Convergence of the Environment Seen from Geodesics in Exponential Last-Passage Percolation


Abstract in English

A well-known question in the planar first-passage percolation model concerns the convergence of the empirical distribution along geodesics. We demonstrate this convergence for an explicit model, directed last-passage percolation on $mathbb{Z}^2$ with i.i.d. exponential weights, and provide explicit formulae for the limiting distributions, which depend on the asymptotic direction. For example, for geodesics in the direction of the diagonal, the limiting weight distribution has density $(1/4+x/2+x^2/8)e^{-x}$, and so is a mixture of Gamma($1,1$), Gamma($2,1$) and Gamma($3,1$) distributions with weights $1/4$, $1/2$, and $1/4$ respectively. More generally, we study the local environment as seen from vertices along the geodesics (including information about the shape of the path and about the weights on and off the path in a local neighborhood). We consider finite geodesics from $(0,0)$ to $nboldsymbol{rho}$ for some vector $boldsymbol{rho}$ in the first quadrant, in the limit as $ntoinfty$, as well as the semi-infinite geodesic in direction $boldsymbol{rho}$. We show almost sure convergence of the empirical distributions along the geodesic, as well as convergence of the distribution around a typical point, and we give an explicit description of the limiting distribution. We make extensive use of a correspondence with TASEP as seen from a single second-class particle for which we prove new results concerning ergodicity and convergence to equilibrium. Our analysis relies on geometric arguments involving estimates for the last-passage time, available from the integrable probability literature.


== How to complete this task ==
Each entry below should be restated word for word, without any picture it contains.

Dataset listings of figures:
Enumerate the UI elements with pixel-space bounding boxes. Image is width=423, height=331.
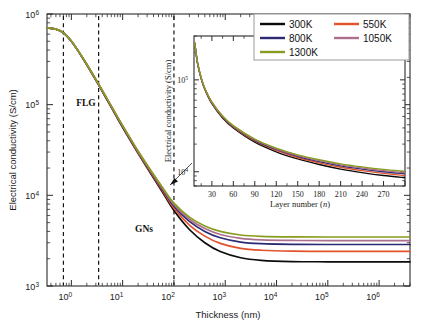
main-y-tick-label: 106 — [25, 8, 39, 20]
inset-x-tick-label: 150 — [292, 190, 304, 199]
legend-label-550K: 550K — [363, 19, 387, 30]
main-x-tick-label: 100 — [59, 291, 73, 303]
main-y-tick-label: 105 — [25, 99, 39, 111]
main-y-axis-label: Electrical conductivity (S/cm) — [7, 89, 18, 210]
main-x-tick-label: 101 — [110, 291, 124, 303]
inset-x-tick-label: 240 — [356, 190, 368, 199]
main-x-tick-label: 103 — [212, 291, 226, 303]
main-x-tick-label: 104 — [264, 291, 278, 303]
legend: 300K550K800K1050K1300K — [254, 14, 409, 60]
inset-x-axis-label: Layer number (n) — [270, 199, 330, 209]
inset-x-tick-label: 30 — [208, 190, 216, 199]
inset-x-tick-label: 210 — [335, 190, 347, 199]
conductivity-vs-thickness-chart: 100101102103104105106 103104105106 Thick… — [0, 0, 423, 331]
annotation-gns: GNs — [135, 224, 153, 234]
inset-chart: 306090120150180210240270 104105 Layer nu… — [163, 36, 405, 209]
legend-label-800K: 800K — [289, 33, 313, 44]
main-x-tick-label: 106 — [366, 291, 380, 303]
legend-label-300K: 300K — [289, 19, 313, 30]
main-y-tick-label: 103 — [25, 280, 39, 292]
inset-y-axis-label: Electrical conductivity (S/cm) — [163, 60, 173, 163]
legend-label-1050K: 1050K — [363, 33, 392, 44]
main-x-tick-labels: 100101102103104105106 — [59, 291, 381, 303]
inset-x-tick-label: 60 — [229, 190, 237, 199]
main-y-tick-label: 104 — [25, 189, 39, 201]
inset-x-tick-label: 270 — [378, 190, 390, 199]
inset-x-tick-label: 90 — [251, 190, 259, 199]
main-x-tick-label: 102 — [161, 291, 175, 303]
main-y-tick-labels: 103104105106 — [25, 8, 39, 292]
inset-x-tick-labels: 306090120150180210240270 — [208, 190, 390, 199]
figure-container: 100101102103104105106 103104105106 Thick… — [0, 0, 423, 331]
legend-label-1300K: 1300K — [289, 47, 318, 58]
inset-x-tick-label: 120 — [270, 190, 282, 199]
main-x-tick-label: 105 — [315, 291, 329, 303]
main-x-axis-label: Thickness (nm) — [196, 309, 261, 320]
annotation-flg: FLG — [76, 98, 96, 108]
inset-x-tick-label: 180 — [313, 190, 325, 199]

== Response to this exercise ==
Enumerate the UI elements with pixel-space bounding boxes. Image is width=423, height=331.
main-y-tick-label: 106 — [25, 8, 39, 20]
inset-x-tick-label: 150 — [292, 190, 304, 199]
legend-label-550K: 550K — [363, 19, 387, 30]
main-x-tick-label: 100 — [59, 291, 73, 303]
main-y-tick-label: 105 — [25, 99, 39, 111]
main-y-axis-label: Electrical conductivity (S/cm) — [7, 89, 18, 210]
main-x-tick-label: 101 — [110, 291, 124, 303]
inset-x-tick-label: 240 — [356, 190, 368, 199]
main-x-tick-label: 103 — [212, 291, 226, 303]
main-x-tick-label: 104 — [264, 291, 278, 303]
legend: 300K550K800K1050K1300K — [254, 14, 409, 60]
inset-x-axis-label: Layer number (n) — [270, 199, 330, 209]
inset-x-tick-label: 30 — [208, 190, 216, 199]
inset-x-tick-label: 210 — [335, 190, 347, 199]
conductivity-vs-thickness-chart: 100101102103104105106 103104105106 Thick… — [0, 0, 423, 331]
annotation-gns: GNs — [135, 224, 153, 234]
inset-chart: 306090120150180210240270 104105 Layer nu… — [163, 36, 405, 209]
legend-label-800K: 800K — [289, 33, 313, 44]
main-x-tick-label: 106 — [366, 291, 380, 303]
legend-label-300K: 300K — [289, 19, 313, 30]
main-y-tick-label: 103 — [25, 280, 39, 292]
inset-y-axis-label: Electrical conductivity (S/cm) — [163, 60, 173, 163]
legend-label-1050K: 1050K — [363, 33, 392, 44]
main-x-tick-labels: 100101102103104105106 — [59, 291, 381, 303]
inset-x-tick-label: 60 — [229, 190, 237, 199]
main-y-tick-label: 104 — [25, 189, 39, 201]
inset-x-tick-label: 270 — [378, 190, 390, 199]
inset-x-tick-label: 90 — [251, 190, 259, 199]
main-x-tick-label: 102 — [161, 291, 175, 303]
main-y-tick-labels: 103104105106 — [25, 8, 39, 292]
inset-x-tick-labels: 306090120150180210240270 — [208, 190, 390, 199]
figure-container: 100101102103104105106 103104105106 Thick… — [0, 0, 423, 331]
legend-label-1300K: 1300K — [289, 47, 318, 58]
inset-x-tick-label: 120 — [270, 190, 282, 199]
main-x-tick-label: 105 — [315, 291, 329, 303]
main-x-axis-label: Thickness (nm) — [196, 309, 261, 320]
annotation-flg: FLG — [76, 98, 96, 108]
inset-x-tick-label: 180 — [313, 190, 325, 199]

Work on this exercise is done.